Mice were trained independently on two behavioral tasks: conditioned taste aversion (CTA) on days 5 and 6 and auditory-cued fear conditioning (AFC) on day 10. After each memory was formed, animals received synchronous and repetitive copresentations of the CS for CTA (saccharin solution as CS1) and that for AFC (tone as CS2) during repeated coretrieval sessions (RCSs) in which the tone was presented as soon as mice licked the nozzle that provides the saccharin solution. The CTA and AFC memories in these mice were comparable with those in control animals throughout the entire session, which did not receive the CS2 (tone) during the RCS.

We analyzed c-Fos expression as a marker of neuronal activity in brain areas shown to be important for the performance of CTA and AFC, including the basolateral amygdala, medial prefrontal cortex, and insular cortex.
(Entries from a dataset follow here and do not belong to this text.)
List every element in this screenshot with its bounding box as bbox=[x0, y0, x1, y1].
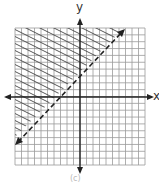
figure-caption: (c) bbox=[70, 174, 81, 183]
y-axis-arrow-down-icon bbox=[77, 167, 83, 174]
x-axis-label: x bbox=[153, 89, 159, 103]
y-axis-arrow-up-icon bbox=[77, 18, 83, 25]
x-axis-arrow-left-icon bbox=[4, 94, 11, 100]
y-axis-label: y bbox=[76, 0, 83, 14]
coordinate-plane bbox=[0, 0, 159, 187]
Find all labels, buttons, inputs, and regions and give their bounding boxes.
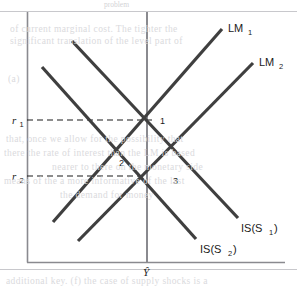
y-tick-label-r2: r	[12, 170, 17, 182]
is-s1-label: IS(S	[241, 222, 262, 234]
equilibrium-point-3-label: 3	[173, 176, 178, 186]
y-tick-label-r1: r	[12, 114, 17, 126]
equilibrium-point-1-label: 1	[160, 116, 165, 126]
is-s2-label-sub: 2	[228, 249, 232, 258]
lm1-label: LM	[228, 22, 243, 34]
x-axis-label: Ŷ	[143, 266, 151, 278]
is-lm-diagram: r 1 r 2 Ŷ LM 1 LM 2 IS(S 1 ) IS(S 2 ) 1 …	[0, 0, 297, 292]
lm1-curve	[53, 29, 222, 222]
is-s2-label-suffix: )	[233, 243, 237, 255]
lm1-label-sub: 1	[248, 28, 252, 37]
lm2-label: LM	[259, 56, 274, 68]
lm2-label-sub: 2	[279, 62, 283, 71]
is-s1-label-suffix: )	[274, 222, 278, 234]
figure-container: problem of current marginal cost. The ti…	[0, 0, 297, 292]
is-s1-label-sub: 1	[269, 228, 273, 237]
y-tick-sub-r2: 2	[20, 176, 24, 185]
lm2-curve	[78, 63, 253, 241]
equilibrium-point-2-label: 2	[119, 158, 124, 168]
y-tick-sub-r1: 1	[20, 120, 24, 129]
is-s2-label: IS(S	[200, 243, 221, 255]
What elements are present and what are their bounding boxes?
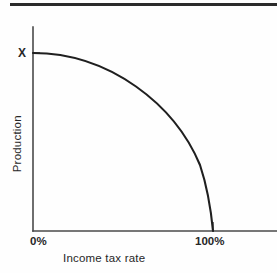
laffer-style-production-chart: X 0% 100% Income tax rate Production [0,0,277,273]
peak-marker-label: X [18,47,26,59]
production-curve [33,53,213,231]
x-tick-label-max: 100% [195,236,224,248]
x-axis-title: Income tax rate [63,253,145,265]
plot-area [0,0,277,273]
x-tick-label-min: 0% [30,236,47,248]
y-axis-title: Production [12,108,24,180]
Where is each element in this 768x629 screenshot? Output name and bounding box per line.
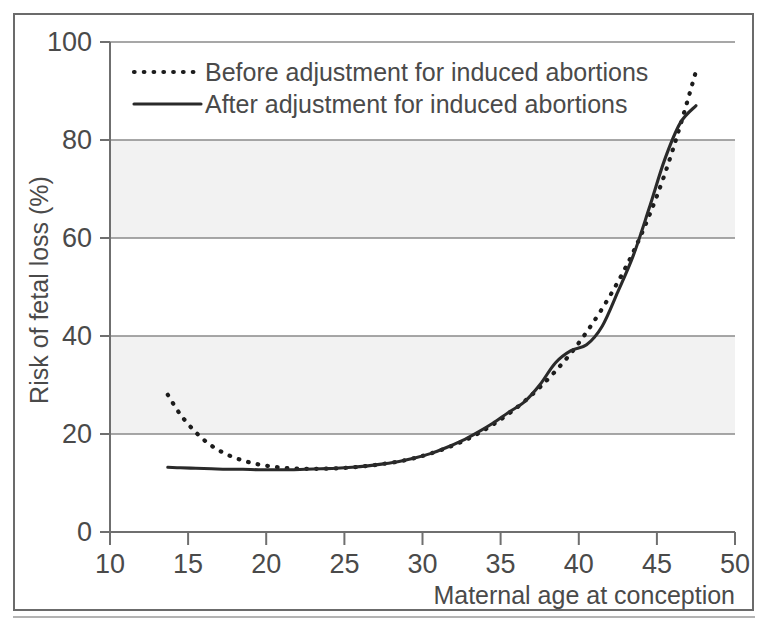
y-axis-title: Risk of fetal loss (%) bbox=[25, 176, 53, 404]
x-tick-label-45: 45 bbox=[642, 549, 672, 579]
x-tick-label-35: 35 bbox=[486, 549, 516, 579]
y-tick-label-40: 40 bbox=[62, 321, 92, 351]
x-tick-label-40: 40 bbox=[564, 549, 594, 579]
x-tick-label-10: 10 bbox=[95, 549, 125, 579]
x-axis-ticks bbox=[110, 532, 735, 545]
band-60-80 bbox=[110, 140, 735, 238]
y-tick-label-80: 80 bbox=[62, 125, 92, 155]
x-axis-title: Maternal age at conception bbox=[433, 581, 735, 609]
legend-label-before: Before adjustment for induced abortions bbox=[205, 58, 648, 86]
y-axis-ticks bbox=[100, 42, 110, 532]
chart-legend: Before adjustment for induced abortions … bbox=[134, 58, 648, 118]
x-tick-label-20: 20 bbox=[251, 549, 281, 579]
x-tick-label-25: 25 bbox=[329, 549, 359, 579]
x-tick-label-15: 15 bbox=[173, 549, 203, 579]
y-tick-label-60: 60 bbox=[62, 223, 92, 253]
shaded-bands bbox=[110, 140, 735, 434]
figure-root: 0 20 40 60 80 100 10 15 20 25 30 35 40 4… bbox=[0, 0, 768, 629]
y-tick-label-100: 100 bbox=[47, 27, 92, 57]
y-tick-label-20: 20 bbox=[62, 419, 92, 449]
y-axis-tick-labels: 0 20 40 60 80 100 bbox=[47, 27, 92, 547]
y-tick-label-0: 0 bbox=[77, 517, 92, 547]
legend-label-after: After adjustment for induced abortions bbox=[205, 90, 627, 118]
x-axis-tick-labels: 10 15 20 25 30 35 40 45 50 bbox=[95, 549, 750, 579]
fetal-loss-line-chart: 0 20 40 60 80 100 10 15 20 25 30 35 40 4… bbox=[0, 0, 768, 629]
x-tick-label-30: 30 bbox=[407, 549, 437, 579]
x-tick-label-50: 50 bbox=[720, 549, 750, 579]
band-20-40 bbox=[110, 336, 735, 434]
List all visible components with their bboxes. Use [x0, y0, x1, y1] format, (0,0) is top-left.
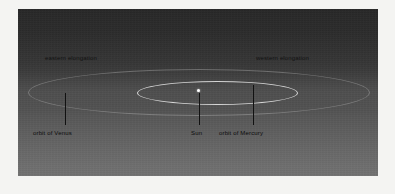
label-orbit-of-venus: orbit of Venus [33, 129, 72, 137]
mercury-orbit-ellipse [137, 81, 298, 105]
label-sun: Sun [191, 129, 202, 137]
diagram-panel: eastern elongation western elongation or… [18, 9, 378, 176]
leader-line-venus [65, 93, 66, 125]
leader-line-sun [199, 93, 200, 125]
diagram-canvas: eastern elongation western elongation or… [0, 0, 395, 194]
sun-marker [197, 89, 200, 92]
label-western-elongation: western elongation [256, 54, 309, 62]
label-orbit-of-mercury: orbit of Mercury [219, 129, 263, 137]
label-eastern-elongation: eastern elongation [45, 54, 97, 62]
leader-line-mercury [253, 85, 254, 125]
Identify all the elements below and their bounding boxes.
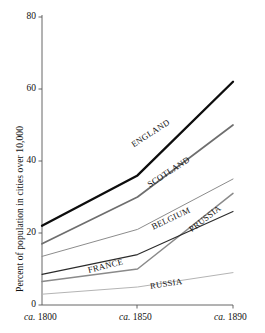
axis-lines [39,15,234,309]
x-tick-1850-year: 1850 [133,312,152,322]
series-line-russia [42,273,233,295]
x-tick-1890-year: 1890 [228,312,247,322]
chart-container: Percent of population in cities over 10,… [0,0,265,333]
x-tick-label-1800: ca. 1800 [24,312,57,322]
series-line-england [42,82,233,226]
plot-area [0,0,265,333]
x-tick-1800-year: 1800 [38,312,57,322]
x-tick-label-1850: ca. 1850 [119,312,152,322]
series-lines [42,82,233,294]
x-tick-label-1890: ca. 1890 [214,312,247,322]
The number of c-Fos–positive cells in the basolateral amygdala was significantly higher in the coretrieval group than in the control group.

Cellular compartment analysis of temporal activity by use of fluorescence in situ hybridization with Arc and Homer 1a (Arc/H1a catFISH) revealed a dynamic interaction between CTA and AFC at the neuronal ensemble level in all the brain areas analyzed.

Our study reveals that repetitive coretrieval    reorganizes two aversive memory traces    to generate an intersectional neuronal ensemble,    neurons shared by both prestored CTA and AFC memories. The overlapping ensemble is responsible for memory association but is dispensable for the retrieval of original memories. An increase in overlapping ensembles has been observed when memories are associated in a variety of learning paradigms. Moreover, memories for events occurring close together in time generate an interaction that accompanies an overlap in the cell ensembles of each memory. Memory trace is not always allocated at the primary active neurons and could be potentially reallocated to the different subsets of neuronal ensembles. The increase in the overlap between CTA and AFC ensembles suggests that the overlapping ensemble is newly formed by the RCS. Thus, after the RCS, CTA and AFC memory traces are reallocated and reorganized to form a memory linkage. Generating an overlapping neuronal ensemble is a general mechanism underlying a linkage between memories during both acquisition and retrieval. Our finding of an overlapping ensemble that is responsible for memory association but dispensable for retrieval of original memories may provide a way to dissociate daily memories that relate in some way to the circumstances of a trauma from a traumatic event. This could help prevent flashback in individuals with posttraumatic stress disorder.